From The Guardian (UK)
Ryan McGee told police he made the bomb when he was bored and because he did not like mass immigration
by Vikram Dodd
A soldier who wrote of murdering immigrants and who praised Adolf Hitler has been jailed for two years after building a viable nailbomb packed with 181 pieces of shrapnel to maximise the carnage it would cause.
Ryan McGee, 20, described by his defence team as “a bit of a loner”, wrote in a journal: “I vow to drag every last immigrant into the fires of hell with me.”
He downloaded a video of two bound and gagged men beneath a swastika flag, one being beheaded and the other killed by a gunshot to the head and went online to tell people to do something if they hated immigration. He supported the English Defence League, Ku Klux Klan and praised then British National party leader Nick Griffin.
A nailbomb and cache of weapons including an imitation firearm, an air pistol, axes and knives were found in the bedroom of his family home in Eccles, Salford, and he had researched buying guns on the web. McGee also posted several pictures of himself in EDL and Ku Klux Klan clothing and standing next to EDL flags.
When he was interviewed by police, McGee said he made the bomb while on leave “out of boredom” and he was interested in rightwing politics because he did not like mass immigration.
He came from a family, the court heard, with far-rightwing views. He had attended an EDL rally and had a “No Surrender” EDL flag and an EDL T-shirt and jumper – all bought for him by his mother for his 18th birthday.
Prosecutor Roger Smart accepted McGee was not a terrorist but an immature teenager. He kept a journal called Ryan’s Story with Scooby Doo stickers on the front, and inside drawings of guns, machetes, knuckledusters and knives. He was jailed for 24 months after admitting that between 1 and 3 September 2013 at Salford he made an explosive device.
But after the sentencing, critics argued that a Muslim convicted of the same offence would have faced a longer jail term.
Imran Khan, solicitor for Mohommod Nawaz, jailed for four and a half years for travelling to a terrorist training camp in Syria, said: “It seems that if you are a Muslim, justice is not blind.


## What needs to be done
From the records below, return every line containing the word "African".

## Data provided
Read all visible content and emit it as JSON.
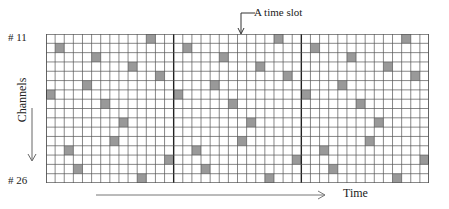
{
  "labels": {
    "top_channel": "# 11",
    "bottom_channel": "# 26",
    "y_axis": "Channels",
    "x_axis": "Time",
    "annotation": "A time slot"
  },
  "grid": {
    "rows": 16,
    "cols": 42,
    "blocks": 3,
    "cols_per_block": 14,
    "first_channel": 11,
    "last_channel": 26,
    "colors": {
      "line": "#555555",
      "block_separator": "#222222",
      "filled": "#999999",
      "background": "#ffffff"
    },
    "pattern_per_block": [
      {
        "row": 0,
        "col": 11
      },
      {
        "row": 1,
        "col": 1
      },
      {
        "row": 2,
        "col": 5
      },
      {
        "row": 3,
        "col": 9
      },
      {
        "row": 4,
        "col": 12
      },
      {
        "row": 5,
        "col": 4
      },
      {
        "row": 6,
        "col": 0
      },
      {
        "row": 7,
        "col": 6
      },
      {
        "row": 9,
        "col": 8
      },
      {
        "row": 11,
        "col": 7
      },
      {
        "row": 12,
        "col": 2
      },
      {
        "row": 13,
        "col": 13
      },
      {
        "row": 14,
        "col": 3
      },
      {
        "row": 15,
        "col": 10
      }
    ]
  }
}
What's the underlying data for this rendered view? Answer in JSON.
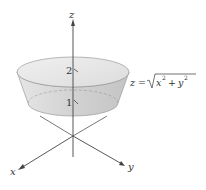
{
  "figure": {
    "axes": {
      "z_label": "z",
      "x_label": "x",
      "y_label": "y"
    },
    "ticks": {
      "top": "2",
      "bottom": "1"
    },
    "equation": {
      "lhs": "z =",
      "radicand_x": "x",
      "radicand_plus": "+",
      "radicand_y": "y",
      "exp": "2"
    },
    "colors": {
      "surface_fill": "#d9d9d9",
      "surface_edge": "#9a9a9a",
      "axis": "#444444"
    }
  }
}
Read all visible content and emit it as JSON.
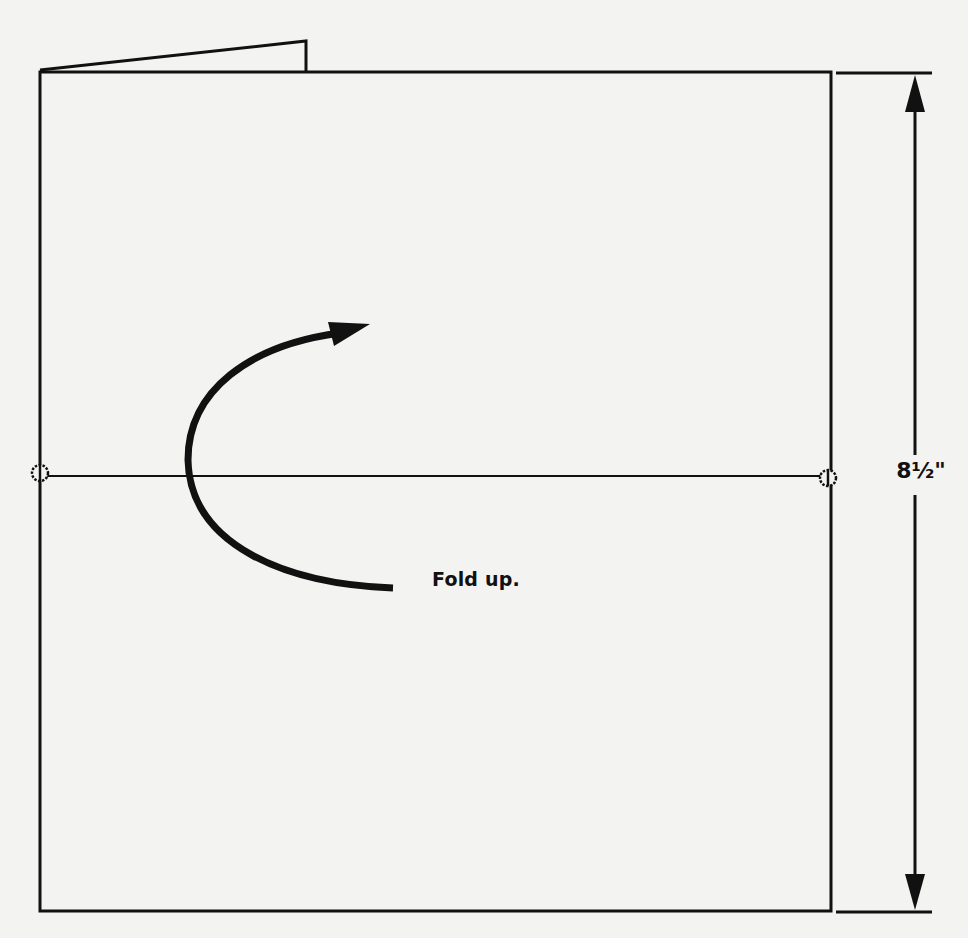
{
  "diagram": {
    "title": "",
    "instruction_label": "Fold up.",
    "dimension_label": "8½\"",
    "colors": {
      "ink": "#111111",
      "paper": "#f3f3f1"
    },
    "sheet": {
      "left": 40,
      "top": 72,
      "right": 831,
      "bottom": 911
    },
    "fold_line_y": 476,
    "fold_marks": [
      {
        "x": 40,
        "y": 476
      },
      {
        "x": 827,
        "y": 476
      }
    ],
    "dimension_line": {
      "x": 915,
      "top": 72,
      "bottom": 913
    },
    "fold_arrow": {
      "direction": "up",
      "shape": "curved"
    },
    "top_flap": {
      "points": "40,70 306,41 306,72"
    }
  }
}
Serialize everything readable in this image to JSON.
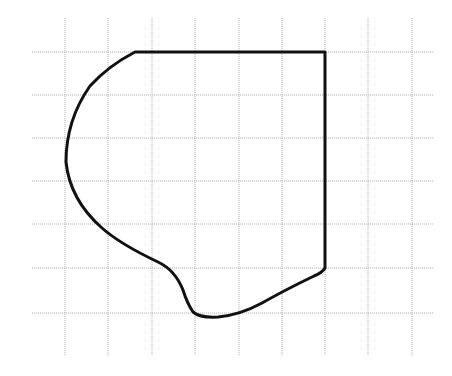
{
  "diagram": {
    "type": "figure-on-grid",
    "grid": {
      "line_color": "#b8b8b8",
      "vertical_x": [
        65,
        108,
        152,
        195,
        239,
        282,
        325,
        368,
        412
      ],
      "horizontal_y": [
        52,
        95,
        138,
        181,
        224,
        268,
        313
      ],
      "extent": {
        "left": 32,
        "right": 434,
        "top": 18,
        "bottom": 356
      },
      "cell_size": 43.4
    },
    "shape": {
      "stroke_color": "#111111",
      "path": "M 135 52 L 325 52 L 325 268 Q 322 273 314 276 Q 285 290 262 303 Q 240 315 218 317 Q 200 318 193 312 Q 187 303 183 290 Q 175 270 158 262 Q 120 244 102 228 Q 70 200 66 162 Q 66 120 90 86 Q 108 66 135 52 Z"
    }
  }
}
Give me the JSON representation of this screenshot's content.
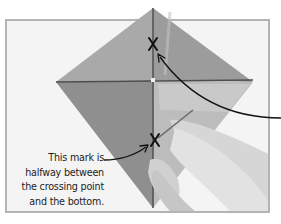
{
  "figure": {
    "marks": [
      {
        "label": "X",
        "position": "upper"
      },
      {
        "label": "X",
        "position": "lower"
      }
    ],
    "caption_lines": [
      "This mark is",
      "halfway between",
      "the crossing point",
      "and the bottom."
    ],
    "colors": {
      "background": "#ffffff",
      "frame_border": "#b4b4b4",
      "frame_fill": "#f4f4f4",
      "kite_upper_left": "#a8a8a8",
      "kite_upper_right": "#9a9a9a",
      "kite_lower_left": "#8e8e8e",
      "kite_lower_right": "#bdbdbd",
      "spar": "#555555",
      "annotation": "#111111",
      "hand": "#d4d4d4"
    }
  }
}
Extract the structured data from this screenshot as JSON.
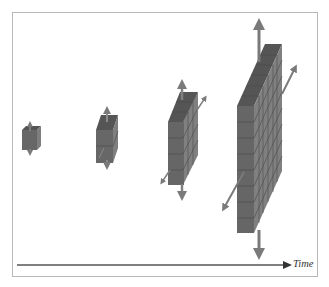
{
  "diagram": {
    "axis_label": "Time",
    "colors": {
      "front": "#6a6a6a",
      "top": "#555555",
      "side": "#8a8a8a",
      "grid": "#4a4a4a",
      "arrow": "#7a7a7a",
      "axis": "#555555",
      "frame": "#b8b8b8"
    },
    "stages": [
      {
        "name": "cube",
        "cols": 1,
        "rows": 1,
        "depth": 1
      },
      {
        "name": "column",
        "cols": 1,
        "rows": 2,
        "depth": 1
      },
      {
        "name": "slab",
        "cols": 1,
        "rows": 4,
        "depth": 3
      },
      {
        "name": "wall",
        "cols": 1,
        "rows": 9,
        "depth": 6
      }
    ]
  }
}
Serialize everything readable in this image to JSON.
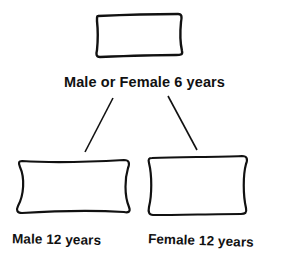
{
  "diagram": {
    "type": "tree",
    "root": {
      "label": "Male or Female 6 years"
    },
    "children": [
      {
        "label": "Male 12 years"
      },
      {
        "label": "Female 12 years"
      }
    ],
    "colors": {
      "stroke": "#111111",
      "background": "#ffffff"
    }
  }
}
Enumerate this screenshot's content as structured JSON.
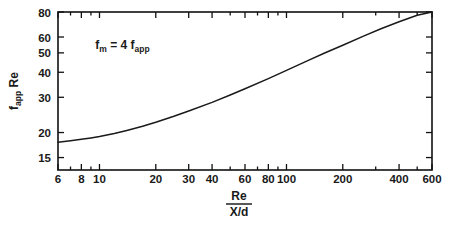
{
  "chart_data": {
    "type": "line",
    "title": "",
    "subtitle": "",
    "xlabel_numerator": "Re",
    "xlabel_denominator": "X/d",
    "ylabel_main": "f",
    "ylabel_sub": "app",
    "ylabel_tail": " Re",
    "xscale": "log",
    "yscale": "log",
    "xlim": [
      6,
      600
    ],
    "ylim": [
      13.0,
      80
    ],
    "grid": false,
    "legend": "none",
    "annotations": [
      {
        "text_parts": {
          "f": "f",
          "m": "m",
          "eq": " = 4 f",
          "app": "app"
        },
        "x": 9.5,
        "y": 52
      }
    ],
    "xticks": [
      6,
      8,
      10,
      20,
      30,
      40,
      60,
      80,
      100,
      200,
      400,
      600
    ],
    "xtick_labels": [
      "6",
      "8",
      "10",
      "20",
      "30",
      "40",
      "60",
      "80",
      "100",
      "200",
      "400",
      "600"
    ],
    "xticks_minor": [
      7,
      9,
      50,
      70,
      90,
      300,
      500
    ],
    "yticks": [
      15,
      20,
      30,
      40,
      50,
      60,
      80
    ],
    "ytick_labels": [
      "15",
      "20",
      "30",
      "40",
      "50",
      "60",
      "80"
    ],
    "series": [
      {
        "name": "f_app Re",
        "x": [
          6,
          7,
          8,
          9,
          10,
          12,
          14,
          17,
          20,
          25,
          30,
          40,
          50,
          60,
          80,
          100,
          130,
          160,
          200,
          260,
          320,
          400,
          500,
          600
        ],
        "values": [
          17.9,
          18.2,
          18.5,
          18.8,
          19.1,
          19.8,
          20.5,
          21.5,
          22.5,
          24.1,
          25.6,
          28.3,
          30.8,
          33.1,
          37.2,
          40.9,
          45.7,
          49.9,
          54.6,
          60.8,
          66.0,
          71.5,
          77.0,
          80.0
        ]
      }
    ]
  },
  "colors": {
    "background": "#ffffff",
    "ink": "#111111",
    "curve": "#1a1a1a"
  }
}
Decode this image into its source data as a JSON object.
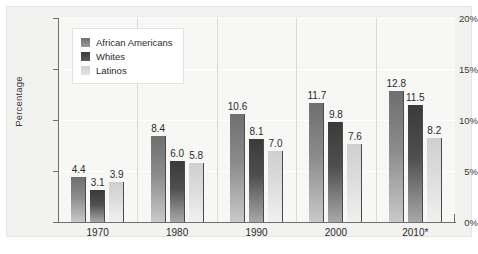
{
  "chart_data": {
    "type": "bar",
    "title": "",
    "xlabel": "",
    "ylabel": "Percentage",
    "ylim": [
      0,
      20
    ],
    "yticks": [
      "0%",
      "5%",
      "10%",
      "15%",
      "20%"
    ],
    "ytick_values": [
      0,
      5,
      10,
      15,
      20
    ],
    "grid": true,
    "legend_position": "top-left-inside",
    "categories": [
      "1970",
      "1980",
      "1990",
      "2000",
      "2010*"
    ],
    "series": [
      {
        "name": "African Americans",
        "color": "#8b8b8b",
        "values": [
          4.4,
          8.4,
          10.6,
          11.7,
          12.8
        ],
        "labels": [
          "4.4",
          "8.4",
          "10.6",
          "11.7",
          "12.8"
        ]
      },
      {
        "name": "Whites",
        "color": "#3a3a3a",
        "values": [
          3.1,
          6.0,
          8.1,
          9.8,
          11.5
        ],
        "labels": [
          "3.1",
          "6.0",
          "8.1",
          "9.8",
          "11.5"
        ]
      },
      {
        "name": "Latinos",
        "color": "#dcdcdc",
        "values": [
          3.9,
          5.8,
          7.0,
          7.6,
          8.2
        ],
        "labels": [
          "3.9",
          "5.8",
          "7.0",
          "7.6",
          "8.2"
        ]
      }
    ]
  },
  "legend": {
    "items": [
      {
        "label": "African Americans"
      },
      {
        "label": "Whites"
      },
      {
        "label": "Latinos"
      }
    ]
  }
}
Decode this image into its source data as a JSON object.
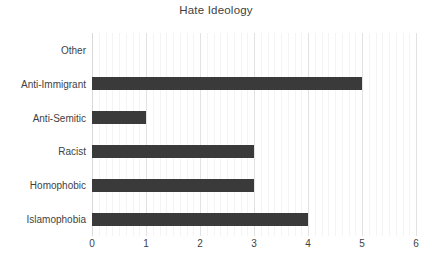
{
  "chart_data": {
    "type": "bar",
    "orientation": "horizontal",
    "title": "Hate Ideology",
    "xlabel": "",
    "ylabel": "",
    "categories": [
      "Other",
      "Anti-Immigrant",
      "Anti-Semitic",
      "Racist",
      "Homophobic",
      "Islamophobia"
    ],
    "values": [
      0,
      5,
      1,
      3,
      3,
      4
    ],
    "xlim": [
      0,
      6
    ],
    "xticks": [
      "0",
      "1",
      "2",
      "3",
      "4",
      "5",
      "6"
    ],
    "xtick_values": [
      0,
      1,
      2,
      3,
      4,
      5,
      6
    ],
    "grid": "vertical-major-and-minor",
    "minor_grid_step": 0.125,
    "legend": "none",
    "bar_color": "#3a3a3a",
    "major_gridline_color": "#e2e2e2",
    "minor_gridline_color": "#f4f4f4",
    "axis_line_color": "#d9d9d9",
    "background_color": "#ffffff",
    "text_color": "#3f3f3f"
  }
}
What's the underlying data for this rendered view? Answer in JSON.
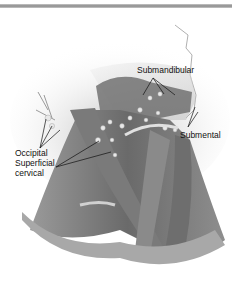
{
  "figure": {
    "type": "anatomical-illustration",
    "labels": {
      "submandibular": "Submandibular",
      "submental": "Submental",
      "occipital": "Occipital",
      "superficial_cervical_line1": "Superficial",
      "superficial_cervical_line2": "cervical"
    }
  },
  "colors": {
    "bar": "#8a8a8a",
    "muscle_dark": "#5a5a5a",
    "muscle_mid": "#8c8c8c",
    "skin_light": "#d8d8d8",
    "node": "#e6e6e6",
    "leader_line": "#111111"
  }
}
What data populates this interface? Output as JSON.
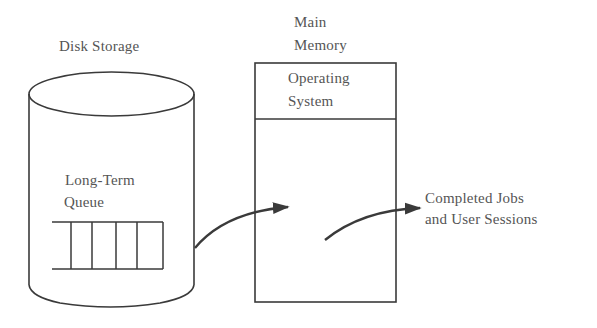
{
  "diagram": {
    "type": "scheduling-flow",
    "colors": {
      "stroke": "#3a3a3a",
      "text": "#555555",
      "background": "#ffffff"
    },
    "disk": {
      "title": "Disk Storage",
      "queue": {
        "label_line1": "Long-Term",
        "label_line2": "Queue",
        "slots": 5
      }
    },
    "memory": {
      "title_line1": "Main",
      "title_line2": "Memory",
      "os_line1": "Operating",
      "os_line2": "System"
    },
    "output": {
      "line1": "Completed Jobs",
      "line2": "and User Sessions"
    },
    "arrows": [
      {
        "from": "long-term-queue",
        "to": "main-memory"
      },
      {
        "from": "main-memory",
        "to": "completed-jobs"
      }
    ]
  }
}
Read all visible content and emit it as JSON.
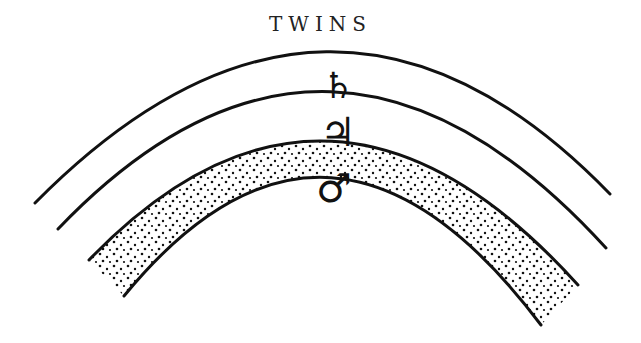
{
  "title": "TWINS",
  "diagram": {
    "arcs": [
      {
        "name": "outer-arc-1",
        "left": [
          35,
          203
        ],
        "top": [
          330,
          55
        ],
        "right": [
          610,
          194
        ]
      },
      {
        "name": "outer-arc-2",
        "left": [
          58,
          229
        ],
        "top": [
          330,
          90
        ],
        "right": [
          606,
          248
        ]
      },
      {
        "name": "band-outer-edge",
        "left": [
          89,
          260
        ],
        "top": [
          330,
          133
        ],
        "right": [
          578,
          285
        ]
      },
      {
        "name": "band-inner-edge",
        "left": [
          124,
          296
        ],
        "top": [
          330,
          183
        ],
        "right": [
          541,
          325
        ]
      }
    ],
    "band_fill": "stippled",
    "symbols": [
      {
        "name": "saturn",
        "glyph": "♄"
      },
      {
        "name": "jupiter",
        "glyph": "♃"
      },
      {
        "name": "mars",
        "glyph": "♂"
      }
    ],
    "ink_color": "#111111"
  }
}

## Answer to this task
        "name": "African Americans",
        "label": "African Americans"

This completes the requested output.